USA Today
Resolved
By Jennifer Sander
Shhhhh. Listen carefully, can you hear it? That scratching sound … the sound of pen against paper. It might be a clicking keyboard at your house, or even the silence of a pen-based Palm Pilot.
Whatever the noise, all around the world folks are writing down their hopes and dreams for the year 2000 and beyond. How we want to look, where we want to go, the big things we want to achieve in life and in business. At this, the turn of a whole new century, even folks who never wrote resolutions down before are giving it a shot.
Dave Anderson of Insync Communications in Denver, Colorado admits that he isn’t really into making resolutions, but this year did seem like the one time he ought to give it a stab. On his own since September, he is looking forward to 2000 being his first full year in business as strategic marketing agency. Here is what he has resolved for the coming year:
“Continue to learn how to be a better, wiser, more innovative marketing consultant. I want to be as smart as my clients think I am.”
Responding to my request for “On Your Own” readers to post their New Year’s resolutions in cyberspace, here is K.C. Truby’s excellent resolution:
“I plan to concentrate my marketing and production effort on the 20% of my customers who make 80% of my profit. I will no longer spend valuable resources on low-value clients or expand into new markets when existing territories are not completely saturated. I expect this resolution to allow me to work less hours, have a lot more fun, and make more cash.”
K.C. is the founder and president of Bridge21.com, the nation’s largest trainer of QuickBook accounting software. Do keep us posted, K.C., on how you do with the “have a lot more fun” part of your resolution. The ranks of the weary self-employed would like to know.
A number of writers wrote to me – they sure aren’t shy about sharing their plans for the coming year. Lynne Rominger is a freelance writer in Northern California. She plans to “learn what kind of assignments to reject because they are time-wasters, and what to accept. I also plan to establish a definite ‘day off.’ I’m just spending too much time writing and not enough time with my children.”
Another California-based freelance writer, Joyce Freedman, has very specific goals in mind for the next twelve months: “To get a lovelorn advice column and have it syndicated in 100 newspapers. To have my novel published and rave-reviewed in the New York Times.”
Literary agent Sheree Bykofsky in New York City has equally specific goals in mind (which might well frighten the writers, I’m afraid):
“I’m going to try very, very hard to de-clutter my office, my home, and my life, not keeping anything I don’t absolutely need to keep.”
Thunk, there go all of those unsolicited manuscripts into the recycle bin. She also has a specific personal goal — to become more relaxed at work. Almost all of the self-employed tribe can relate to that wish, and Sheree has recently taken a step towards achieving it. “I got a cat. I now have a cat at my office, and when I pet my cat, no one can bother me.”
Sheree is also the author of Me, Five Years From Now, a life-planning book. Does she have advice for the rest of us trying to plan Me, Five Days From Now, when the new century dawns?
“I recommend not waiting until New Year’s Eve to make your resolutions. You should always keep looking at your life and determining where you can improve it. Any day of the week you can give yourself a present by taking positive action to improve your life.”
In last week’s column I passed on some advice from publicist and media coach Susan Harrow of Harrow Communications in Oakland, California, about how to get new business at Christmas parties (while balancing a drink in one hand and a plate of crackers and cheese in the other). She has a great goal for the next century:
“To become the pitch and presentation coach for the dotcoms. Help women entrepreneurs make the story of their past history and the future they hope to create irresistible to venture capitalists.”
Do I have some big resolutions written down? I confess — I used to think all this goal-setting stuff was pretty darn hokey. Until I started doing it, and noticed that when I wrote things down I did try awfully hard to bring them into reality. What I know about goal-setting I learned from Mark Victor Hansen, motivational master:
“Write down too many goals. More than you can ever possibly achieve, and that way you’ll never stop to rest on your laurels.”
So I do have a list of 143 goals that I carry around with me in a bright red folder. On a recent afternoon I re-read them all and selected some of them as the goals to achieve in the year 2000. What will make this my best century ever? I won’t bore you with the entire list, but here are two of my New Year’s resolutions:
I will work to surround myself with the best people available — high achievers and creative geniuses. I will build a website with real business value and revenue streams.
Scratch, scratch, scribble, scribble, click, click. Hey, I can hear you now, writing down your list of what you plan to accomplish and achieve in the coming year. Readers, keep on sending your New Year’s Resolutions in, and I will include one or two a week until the end of January. In the meantime — HAPPY NEW YEAR!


▶ [Problem to work on]: An exact copy of every entry is needed, without the pictures.

▶ [Data]:

"""

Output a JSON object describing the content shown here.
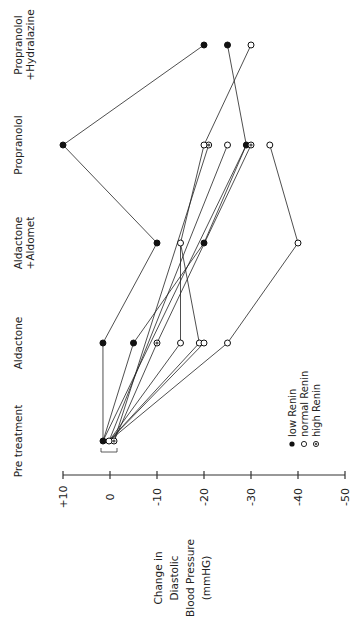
{
  "chart_data": {
    "type": "line",
    "orientation": "rotated-90-ccw",
    "title": "",
    "xlabel": "",
    "ylabel": "Change in Diastolic Blood Pressure (mmHG)",
    "ylabel_lines": [
      "Change in",
      "Diastolic",
      "Blood Pressure",
      "(mmHG)"
    ],
    "ylim": [
      10,
      -50
    ],
    "y_ticks": [
      {
        "value": 10,
        "label": "+10"
      },
      {
        "value": 0,
        "label": "0"
      },
      {
        "value": -10,
        "label": "-10"
      },
      {
        "value": -20,
        "label": "-20"
      },
      {
        "value": -30,
        "label": "-30"
      },
      {
        "value": -40,
        "label": "-40"
      },
      {
        "value": -50,
        "label": "-50"
      }
    ],
    "categories": [
      {
        "label": "Pre treatment",
        "lines": [
          "Pre treatment"
        ]
      },
      {
        "label": "Aldactone",
        "lines": [
          "Aldactone"
        ]
      },
      {
        "label": "Aldactone +Aldomet",
        "lines": [
          "Aldactone",
          "+Aldomet"
        ]
      },
      {
        "label": "Propranolol",
        "lines": [
          "Propranolol"
        ]
      },
      {
        "label": "Propranolol +Hydralazine",
        "lines": [
          "Propranolol",
          "+Hydralazine"
        ]
      }
    ],
    "legend": [
      {
        "marker": "filled",
        "label": "low Renin"
      },
      {
        "marker": "open",
        "label": "normal Renin"
      },
      {
        "marker": "hatched",
        "label": "high Renin"
      }
    ],
    "legend_position": "lower-right (rotated)",
    "grid": false,
    "series": [
      {
        "name": "Patient 1",
        "group": "low Renin",
        "points": [
          [
            0,
            1
          ],
          [
            1,
            1.5
          ],
          [
            2,
            -10
          ],
          [
            3,
            10
          ],
          [
            4,
            -20
          ]
        ]
      },
      {
        "name": "Patient 2",
        "group": "low Renin",
        "points": [
          [
            0,
            1
          ],
          [
            1,
            -5
          ],
          [
            2,
            -20
          ],
          [
            3,
            -29
          ],
          [
            4,
            -25
          ]
        ]
      },
      {
        "name": "Patient 3",
        "group": "high Renin",
        "points": [
          [
            0,
            -1
          ],
          [
            1,
            -10
          ],
          [
            3,
            -30
          ]
        ]
      },
      {
        "name": "Patient 4",
        "group": "high Renin",
        "points": [
          [
            0,
            -1
          ],
          [
            3,
            -21
          ]
        ]
      },
      {
        "name": "Patient 5",
        "group": "normal Renin",
        "points": [
          [
            0,
            0
          ],
          [
            1,
            -15
          ],
          [
            2,
            -15
          ],
          [
            3,
            -20
          ],
          [
            4,
            -30
          ]
        ]
      },
      {
        "name": "Patient 6",
        "group": "normal Renin",
        "points": [
          [
            0,
            0
          ],
          [
            1,
            -19
          ],
          [
            2,
            -15
          ]
        ]
      },
      {
        "name": "Patient 7",
        "group": "normal Renin",
        "points": [
          [
            0,
            0
          ],
          [
            1,
            -20
          ]
        ]
      },
      {
        "name": "Patient 8",
        "group": "normal Renin",
        "points": [
          [
            0,
            0
          ],
          [
            1,
            -25
          ],
          [
            2,
            -40
          ],
          [
            3,
            -34
          ]
        ]
      },
      {
        "name": "Patient 9",
        "group": "normal Renin",
        "points": [
          [
            0,
            0
          ],
          [
            3,
            -25
          ]
        ]
      },
      {
        "name": "Patient 10",
        "group": "low Renin",
        "points": [
          [
            0,
            1
          ],
          [
            3,
            -29
          ]
        ]
      }
    ],
    "annotations": [
      "bracket under Pre treatment points"
    ]
  }
}
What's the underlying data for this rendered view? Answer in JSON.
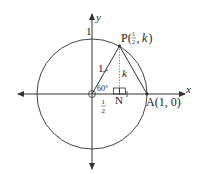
{
  "diagram": {
    "type": "unit-circle",
    "axes": {
      "x_label": "x",
      "y_label": "y"
    },
    "labels": {
      "origin_tick": "1",
      "y_intercept": "1",
      "point_P": "P(",
      "P_frac_num": "1",
      "P_frac_den": "2",
      "P_k": "k",
      "P_close": ")",
      "P_comma": ",",
      "hypotenuse": "1",
      "height": "k",
      "angle": "60°",
      "base_num": "1",
      "base_den": "2",
      "point_N": "N",
      "point_A": "A(1, 0)"
    },
    "geometry": {
      "origin": [
        92,
        94
      ],
      "radius": 55,
      "P": [
        119.5,
        46
      ],
      "N": [
        119.5,
        94
      ],
      "A": [
        147,
        94
      ]
    },
    "colors": {
      "stroke": "#333333",
      "dotted": "#555555"
    }
  }
}
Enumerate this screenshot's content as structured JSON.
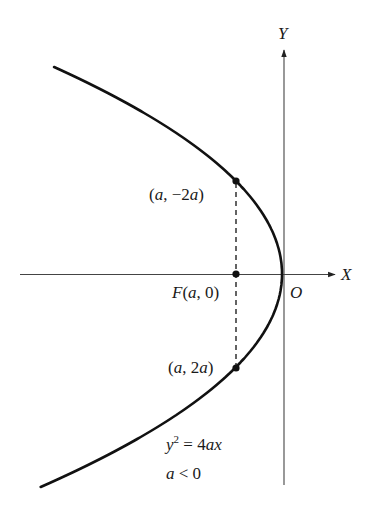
{
  "diagram": {
    "axes": {
      "x_label": "X",
      "y_label": "Y",
      "origin_label": "O"
    },
    "points": {
      "top": {
        "label_open": "(",
        "a": "a",
        "sep": ", ",
        "minus": "−",
        "coef": "2",
        "a2": "a",
        "label_close": ")"
      },
      "focus": {
        "F": "F",
        "open": "(",
        "a": "a",
        "sep": ", ",
        "zero": "0",
        "close": ")"
      },
      "bottom": {
        "open": "(",
        "a": "a",
        "sep": ", ",
        "coef": "2",
        "a2": "a",
        "close": ")"
      }
    },
    "equation": {
      "y": "y",
      "exp": "2",
      "eq": " = 4",
      "ax": "ax"
    },
    "condition": {
      "a": "a",
      "rest": " < 0"
    },
    "geometry": {
      "vertex": [
        282,
        274
      ],
      "focus": [
        236,
        274
      ],
      "top_point": [
        236,
        181
      ],
      "bottom_point": [
        236,
        367
      ],
      "curve_y_top": 67,
      "curve_y_bottom": 487,
      "stroke": "#111111",
      "axis_color": "#444444"
    }
  }
}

"""

▶ [Response below]:
Output a JSON object describing the content shown here.
{
  "chart_data": {
    "type": "line",
    "orientation": "rotated-90-ccw",
    "title": "",
    "xlabel": "",
    "ylabel": "Change in Diastolic Blood Pressure (mmHG)",
    "ylabel_lines": [
      "Change in",
      "Diastolic",
      "Blood Pressure",
      "(mmHG)"
    ],
    "ylim": [
      10,
      -50
    ],
    "y_ticks": [
      {
        "value": 10,
        "label": "+10"
      },
      {
        "value": 0,
        "label": "0"
      },
      {
        "value": -10,
        "label": "-10"
      },
      {
        "value": -20,
        "label": "-20"
      },
      {
        "value": -30,
        "label": "-30"
      },
      {
        "value": -40,
        "label": "-40"
      },
      {
        "value": -50,
        "label": "-50"
      }
    ],
    "categories": [
      {
        "label": "Pre treatment",
        "lines": [
          "Pre treatment"
        ]
      },
      {
        "label": "Aldactone",
        "lines": [
          "Aldactone"
        ]
      },
      {
        "label": "Aldactone +Aldomet",
        "lines": [
          "Aldactone",
          "+Aldomet"
        ]
      },
      {
        "label": "Propranolol",
        "lines": [
          "Propranolol"
        ]
      },
      {
        "label": "Propranolol +Hydralazine",
        "lines": [
          "Propranolol",
          "+Hydralazine"
        ]
      }
    ],
    "legend": [
      {
        "marker": "filled",
        "label": "low Renin"
      },
      {
        "marker": "open",
        "label": "normal Renin"
      },
      {
        "marker": "hatched",
        "label": "high Renin"
      }
    ],
    "legend_position": "lower-right (rotated)",
    "grid": false,
    "series": [
      {
        "name": "Patient 1",
        "group": "low Renin",
        "points": [
          [
            0,
            1
          ],
          [
            1,
            1.5
          ],
          [
            2,
            -10
          ],
          [
            3,
            10
          ],
          [
            4,
            -20
          ]
        ]
      },
      {
        "name": "Patient 2",
        "group": "low Renin",
        "points": [
          [
            0,
            1
          ],
          [
            1,
            -5
          ],
          [
            2,
            -20
          ],
          [
            3,
            -29
          ],
          [
            4,
            -25
          ]
        ]
      },
      {
        "name": "Patient 3",
        "group": "high Renin",
        "points": [
          [
            0,
            -1
          ],
          [
            1,
            -10
          ],
          [
            3,
            -30
          ]
        ]
      },
      {
        "name": "Patient 4",
        "group": "high Renin",
        "points": [
          [
            0,
            -1
          ],
          [
            3,
            -21
          ]
        ]
      },
      {
        "name": "Patient 5",
        "group": "normal Renin",
        "points": [
          [
            0,
            0
          ],
          [
            1,
            -15
          ],
          [
            2,
            -15
          ],
          [
            3,
            -20
          ],
          [
            4,
            -30
          ]
        ]
      },
      {
        "name": "Patient 6",
        "group": "normal Renin",
        "points": [
          [
            0,
            0
          ],
          [
            1,
            -19
          ],
          [
            2,
            -15
          ]
        ]
      },
      {
        "name": "Patient 7",
        "group": "normal Renin",
        "points": [
          [
            0,
            0
          ],
          [
            1,
            -20
          ]
        ]
      },
      {
        "name": "Patient 8",
        "group": "normal Renin",
        "points": [
          [
            0,
            0
          ],
          [
            1,
            -25
          ],
          [
            2,
            -40
          ],
          [
            3,
            -34
          ]
        ]
      },
      {
        "name": "Patient 9",
        "group": "normal Renin",
        "points": [
          [
            0,
            0
          ],
          [
            3,
            -25
          ]
        ]
      },
      {
        "name": "Patient 10",
        "group": "low Renin",
        "points": [
          [
            0,
            1
          ],
          [
            3,
            -29
          ]
        ]
      }
    ],
    "annotations": [
      "bracket under Pre treatment points"
    ]
  }
}
What's the underlying data for this rendered view? Answer in JSON.
{
  "diagram": {
    "type": "unit-circle",
    "axes": {
      "x_label": "x",
      "y_label": "y"
    },
    "labels": {
      "origin_tick": "1",
      "y_intercept": "1",
      "point_P": "P(",
      "P_frac_num": "1",
      "P_frac_den": "2",
      "P_k": "k",
      "P_close": ")",
      "P_comma": ",",
      "hypotenuse": "1",
      "height": "k",
      "angle": "60°",
      "base_num": "1",
      "base_den": "2",
      "point_N": "N",
      "point_A": "A(1, 0)"
    },
    "geometry": {
      "origin": [
        92,
        94
      ],
      "radius": 55,
      "P": [
        119.5,
        46
      ],
      "N": [
        119.5,
        94
      ],
      "A": [
        147,
        94
      ]
    },
    "colors": {
      "stroke": "#333333",
      "dotted": "#555555"
    }
  }
}
Enumerate this screenshot's content as structured JSON.
{
  "diagram": {
    "axes": {
      "x_label": "X",
      "y_label": "Y",
      "origin_label": "O"
    },
    "points": {
      "top": {
        "label_open": "(",
        "a": "a",
        "sep": ", ",
        "minus": "−",
        "coef": "2",
        "a2": "a",
        "label_close": ")"
      },
      "focus": {
        "F": "F",
        "open": "(",
        "a": "a",
        "sep": ", ",
        "zero": "0",
        "close": ")"
      },
      "bottom": {
        "open": "(",
        "a": "a",
        "sep": ", ",
        "coef": "2",
        "a2": "a",
        "close": ")"
      }
    },
    "equation": {
      "y": "y",
      "exp": "2",
      "eq": " = 4",
      "ax": "ax"
    },
    "condition": {
      "a": "a",
      "rest": " < 0"
    },
    "geometry": {
      "vertex": [
        282,
        274
      ],
      "focus": [
        236,
        274
      ],
      "top_point": [
        236,
        181
      ],
      "bottom_point": [
        236,
        367
      ],
      "curve_y_top": 67,
      "curve_y_bottom": 487,
      "stroke": "#111111",
      "axis_color": "#444444"
    }
  }
}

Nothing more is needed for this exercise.